In Move Me, Minnesotan Kelsey Peterson speaks with unflinching honesty, humor, and hope about her life in a wheelchair after a spinal cord injury. Co-directed by Peterson and Daniel Klein (The Perennial Plate), this documentary is “Part memoir, part cultural artifact, part awareness-raising, and all riveting” (Documentary.com). Move Me asks, “How do you find yourself when your body, your identity, has been taken from you?”

In 2012, at the age of 27, Peterson dove into Lake Superior and hit her head on the shallow bottom, ending up a quadriplegic paralyzed from the chest down. “I spend a lot of time imagining moving and remembering that feeling,” Peterson says while we see home videos of her as a giddy teen. “I wonder if it would just be easier to not have a memory of a life that I miss and a life that I want.” From the very beginning of Move Me, Peterson doesn’t shy away from explaining exactly how she feels and what her disability really means.

“I used to be Kelsey, the dancer, and now I’m Kelsey, the girl in a wheelchair,” she explains, noting how people underestimate her just because she shows up in a wheelchair. “People out of their periphery see a chair, and so they don’t even bother to look at the person.” It’s strained her relationship with her parents, especially her dad – her hero growing up. When she asks him over Facetime if he is mad at her after a conversation, he honestly tells her, “It’s a constant challenge to try to not be hurt and angry at this point,” which causes Peterson to hide her face in her hands. Peterson had been drinking the night of her accident, something her dad has been unable to get past. “Dad, you have to forgive me,” Peterson says through tears and he’s quick to respond that he forgave her. “You can still be angry about something and forgive someone for something that happened,” he says, explaining you’re only as happy as your least happy child. “I should have, and I could have done better,” Peterson acknowledges about that night over ten years ago. “But I didn’t. This chair puts up a wall between me and people that I love sometimes.”

But it’s not just the people she loves who bring her challenges, as she’s discovered how the world really isn’t made for people like her. We see shots of a determined Peterson trying to spray dry shampoo in her hair and struggling to pull out a ticket at a service counter. “You have to constantly be thinking ahead and creating this new dynamic between you and this thing that you’re still attached to,” Peterson narrates over visuals of her stretching in bed. “You still have to love [your body] though you feel removed from it a lot of the time.”

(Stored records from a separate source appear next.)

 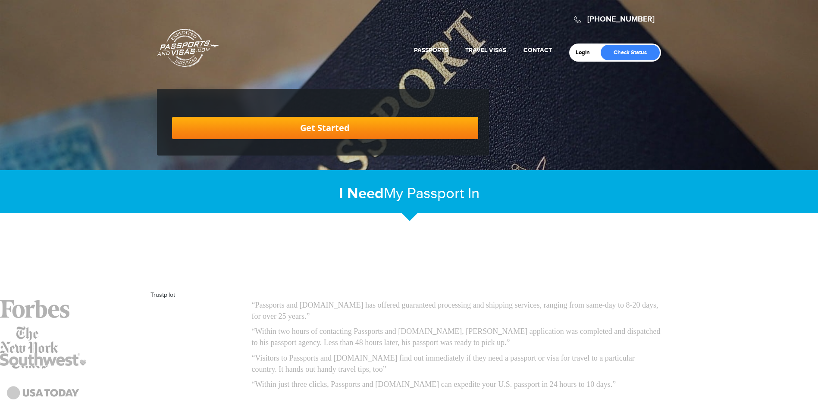 I want to click on a: Contact, so click(x=538, y=50).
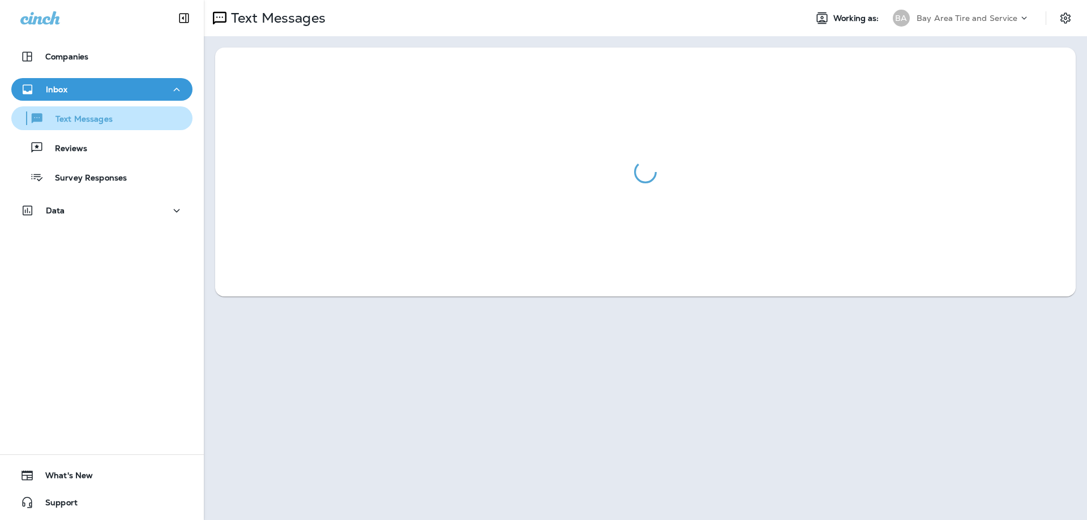  Describe the element at coordinates (102, 475) in the screenshot. I see `button: What's New` at that location.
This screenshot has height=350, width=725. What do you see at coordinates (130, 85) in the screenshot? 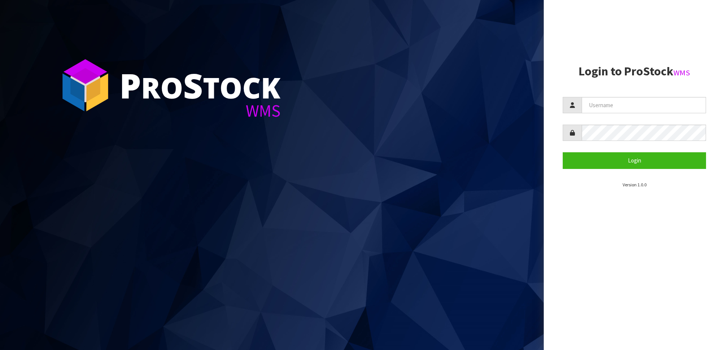
I see `span: P` at bounding box center [130, 85].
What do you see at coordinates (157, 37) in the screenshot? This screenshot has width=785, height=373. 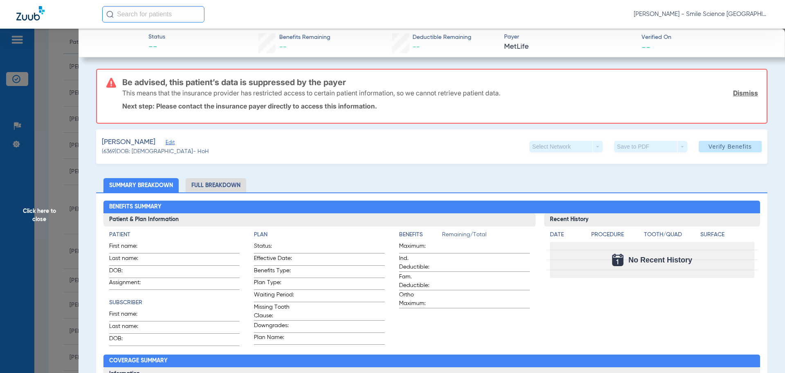 I see `span: Status` at bounding box center [157, 37].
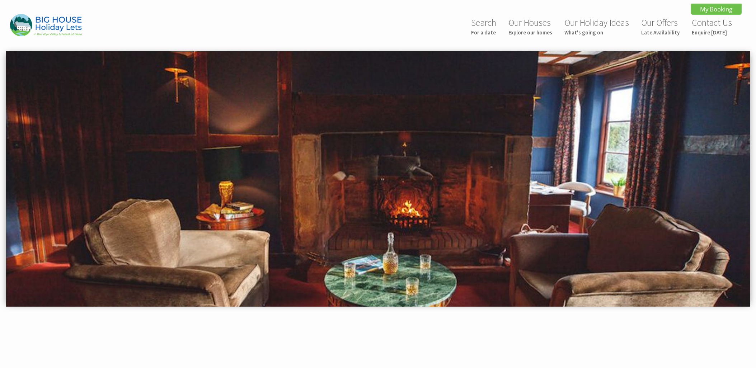 This screenshot has width=756, height=368. I want to click on a: Our HousesExplore our homes, so click(530, 26).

Despite the hurdles she faces, she slowly made a way of life for herself, living independently with rotating personal care attendants, re-learning how to drive without her feet, and dancing. A large amount of the film shows the lead up to Peterson helping choreograph (and ultimately perform in) “A Cripple’s Dance,” a dance production with live music. Peterson has her BFA in dance and is also a certified yoga teacher, both put on hold after her accident. You can see how Peterson longs to create, to tap into that part of her that used to leap across the stage, working out her frustrations with movement. A whole new world for her, choreographing in a wheelchair constantly reminds her of what she’s lost. “With dancing again… I’m excited for the possibilities,” she explains to a friend. “But these first few rehearsals are like a punch in the gut or a slap in the face.”

One of her good friends in a wheelchair as well, Gabriel Rodreick, provides the live music for the show (as well as the soundtrack for the documentary). Their beautifully raw friendship  easily slips in and out of laughter and serious conversation. “I was just thinking about grieving my body,” Rodreick says to her at one point. “The loss of my body feels like grieving a death.” Peterson agrees, adding, “I don’t feel like I can be the person I used to be in many ways.” Perhaps, Rodreick wonders, they can still search for the feelings they experienced before their injuries, just through different avenues. “I’m not chasing what I used to have,” he explains.  “I’m chasing those feelings that I got from dancing and singing and playing piano, because they can be found in so many different ways.”

With the use of old family videos, personal interviews, and beautiful cinematography, Move Me follows Peterson as she faces the unknown with courage, determination, and a few coarse words. We witness Peterson charting a new path as a woman and an artist, desperate to find herself in a differently abled body, but one that is still hers.